Having a brother three years older than me gave me a lot of skills I would have otherwise missed. I can bowl a cricket ball, get out of a wrestling strangle hold, and punch someone in the arm with my knuckle sticking out at just the right angle to make it really hurt.
But new research from the University of Calgary and the University of Toronto has also found having siblings can play a role in the development of empathy.
Siblings tend to spend more time with one another than they do with parents or friends, so they have the potential to have the greatest impact on each other.
A new paper, published in the journal Child Development, showed that children who are kind, supportive and understanding can have an influence on their siblings to behave in a similar way. And if one sibling has strong empathy skills and another doesn’t, the less empathic child will develop more empathy over time.

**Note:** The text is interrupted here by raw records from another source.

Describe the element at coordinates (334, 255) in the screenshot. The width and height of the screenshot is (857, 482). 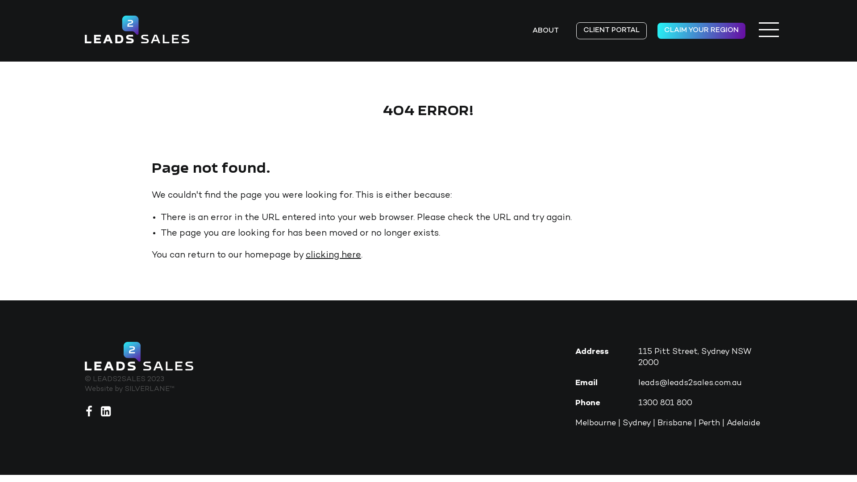
I see `clicking here` at that location.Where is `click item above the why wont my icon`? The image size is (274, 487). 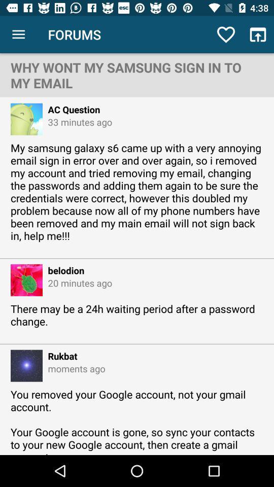
click item above the why wont my icon is located at coordinates (225, 35).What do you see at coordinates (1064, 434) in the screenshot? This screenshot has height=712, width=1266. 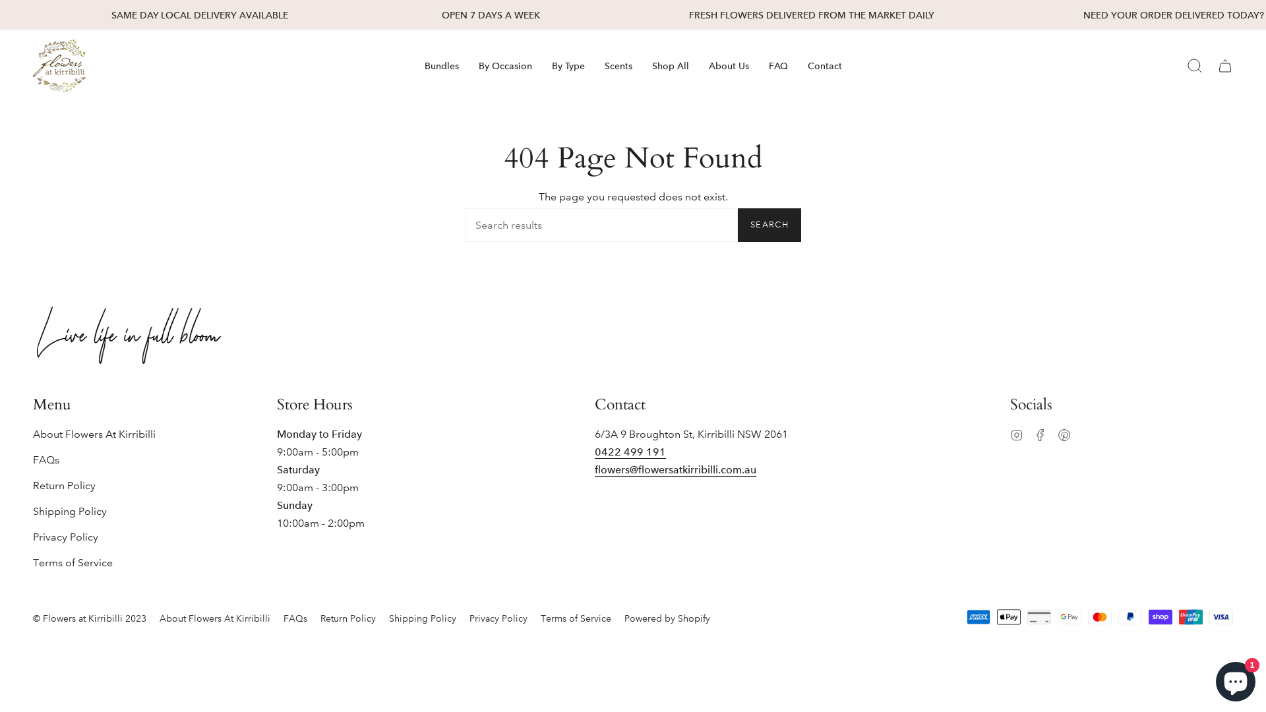 I see `Pinterest` at bounding box center [1064, 434].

An empathic child shows feelings of care and concern for others, and learning to be empathic early in life can set a child up to grow into an adult that treats others with kindness, respect and understanding. A child with strong empathy skills will generally grow into an empathic friend, partner and parent.
The study had researchers observing the way young children responded to an adult who pretended to be upset when they broke something, hurt their knee, or caught their finger in a briefcase.

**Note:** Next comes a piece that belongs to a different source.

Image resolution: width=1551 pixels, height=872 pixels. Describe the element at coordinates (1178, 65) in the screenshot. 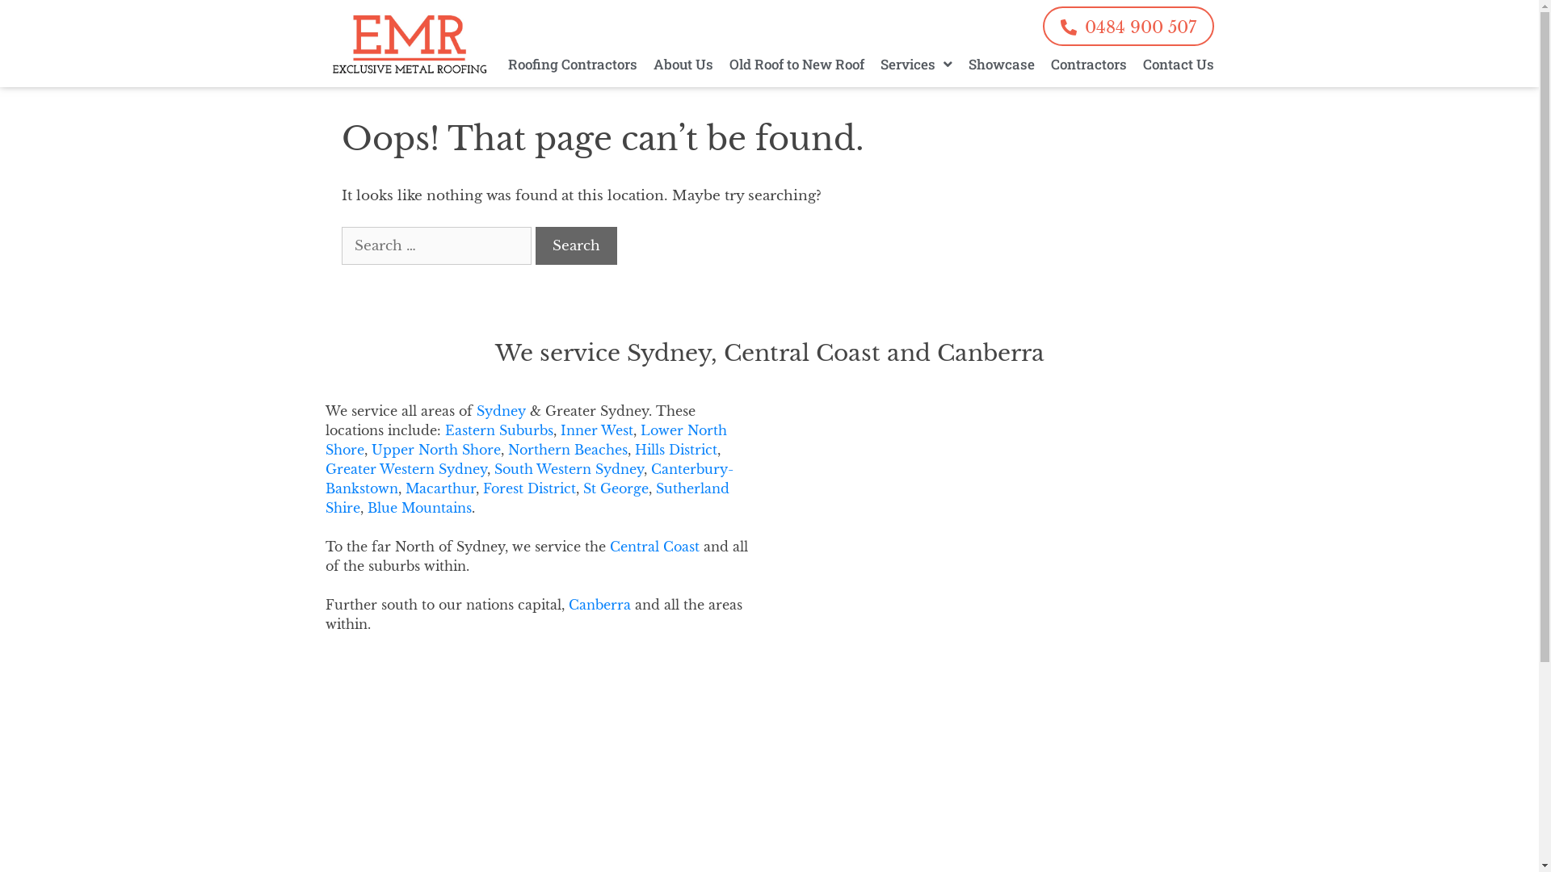

I see `Contact Us` at that location.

Although it’s commonly believed that older siblings have a greater effect on their younger siblings, researchers found that both older and younger siblings can contribute to each other’s empathy development. What matters is that one sibling has strong empathy already, then it can influence the other sibling, regardless of birth order.
So if you have one empathic child, the others usually benefit.
One factor that did have an effect in the study was age difference. In this instance, researchers only looked at siblings who were born within four years of each other, but they found that when siblings had a larger age difference (three to four years), it was generally the older sibling that influenced the younger one.
And as much as my brother taught me some terrible things when we were growing up, he was also undoubtedly an empathic child, who has now turned into an empathic adult. I like to think I’ve absorbed some of that.
The study also found that the bigger the age gap, the better the older siblings were at modelling those empathic behaviours. I have a daughter six and eight years older than her two younger siblings, and I see an enormous amount of empathy from her. I have always assumed it was because there was enough of an age gap that she never felt a rivalry with her brother and sister.
She was old enough when they were babies to understand that they needed love and care, and she was first in line to offer to help.
As I watch her develop through her teen years, I have high hopes that she will carry that care and concern for others into adulthood.
We hear a lot about sibling rivalry, jealousy and competition, but it’s nice to know there are some big positives to having siblings. Helping each other to live harmoniously and compassionately with others has to be up there as one of the most important.